EXERCISE: Starting at the top of the entries below, set down every line exactly, please, until you reach the line with "The width and", which is included too.

INFORMATION SHOWN:
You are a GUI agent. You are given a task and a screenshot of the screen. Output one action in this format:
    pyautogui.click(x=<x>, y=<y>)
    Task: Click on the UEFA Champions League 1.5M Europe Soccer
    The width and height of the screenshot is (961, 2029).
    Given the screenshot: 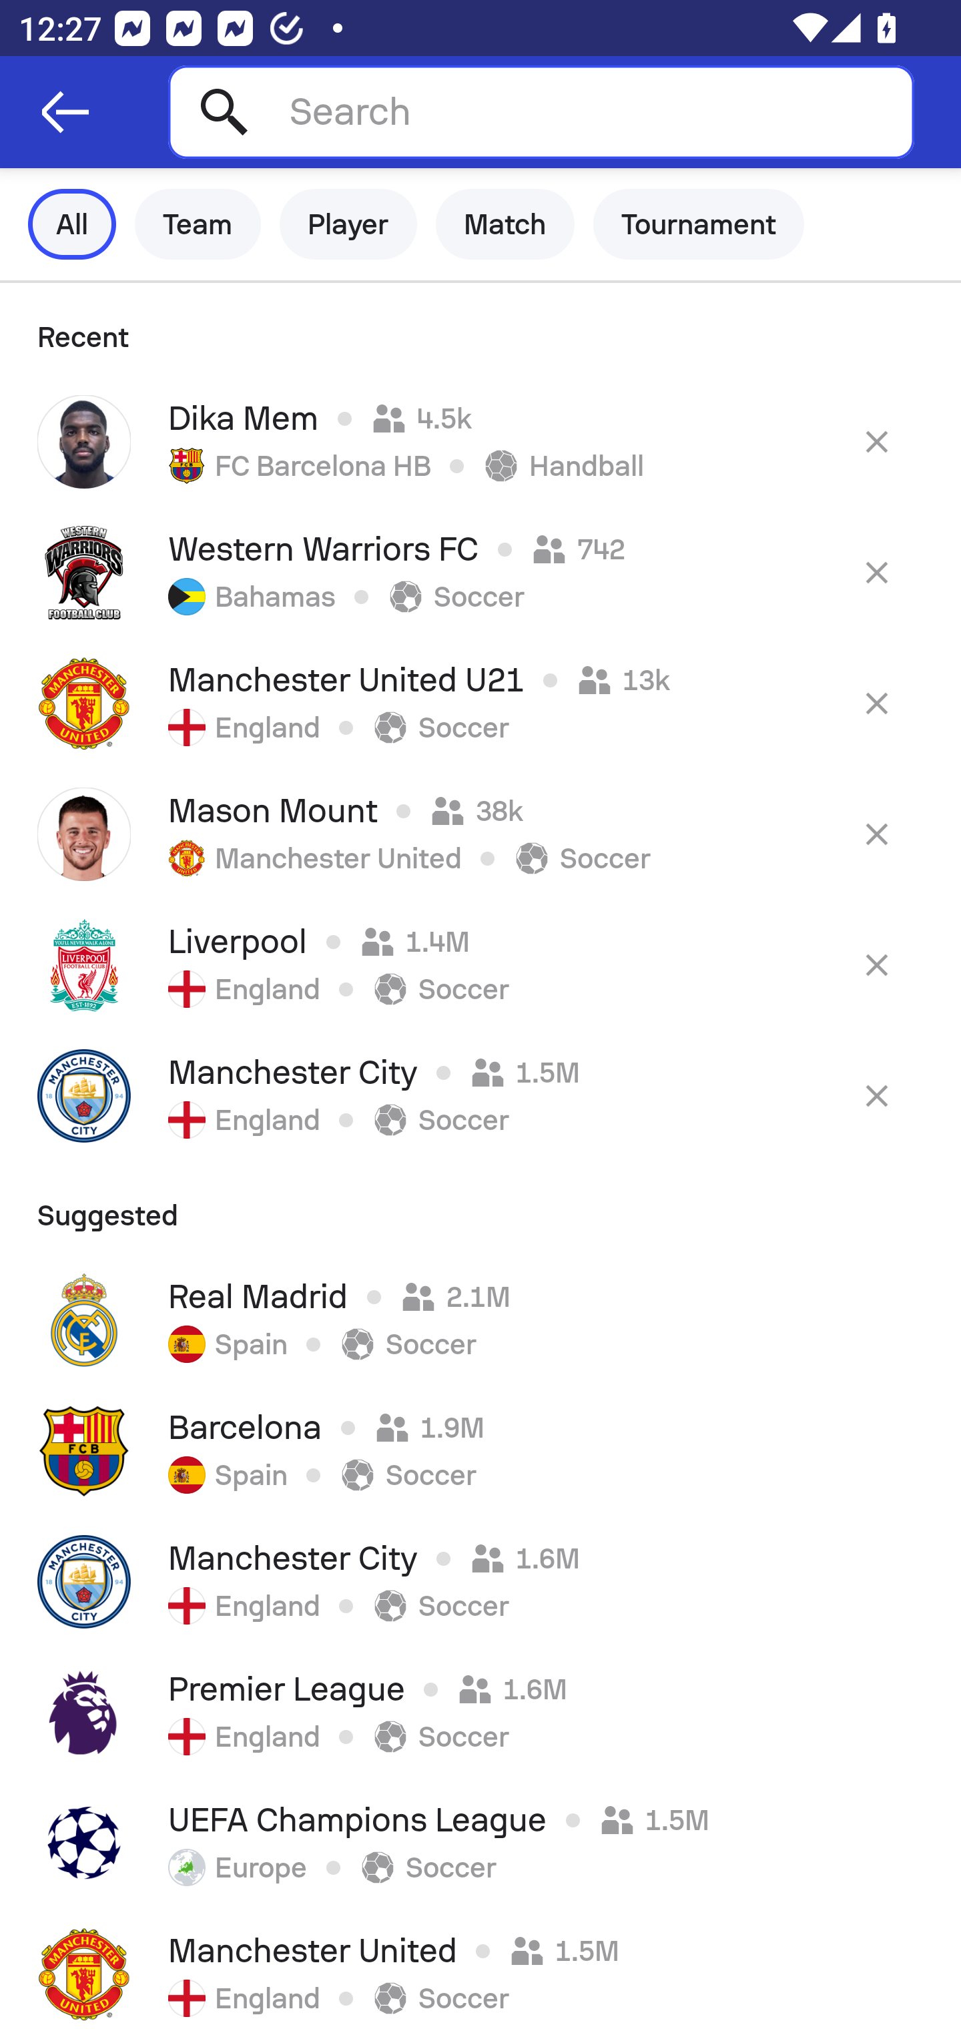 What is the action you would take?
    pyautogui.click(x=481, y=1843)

TASK ANSWER:
You are a GUI agent. You are given a task and a screenshot of the screen. Output one action in this format:
    pyautogui.click(x=<x>, y=<y>)
    Task: Click on the UEFA Champions League 1.5M Europe Soccer
    The width and height of the screenshot is (961, 2029).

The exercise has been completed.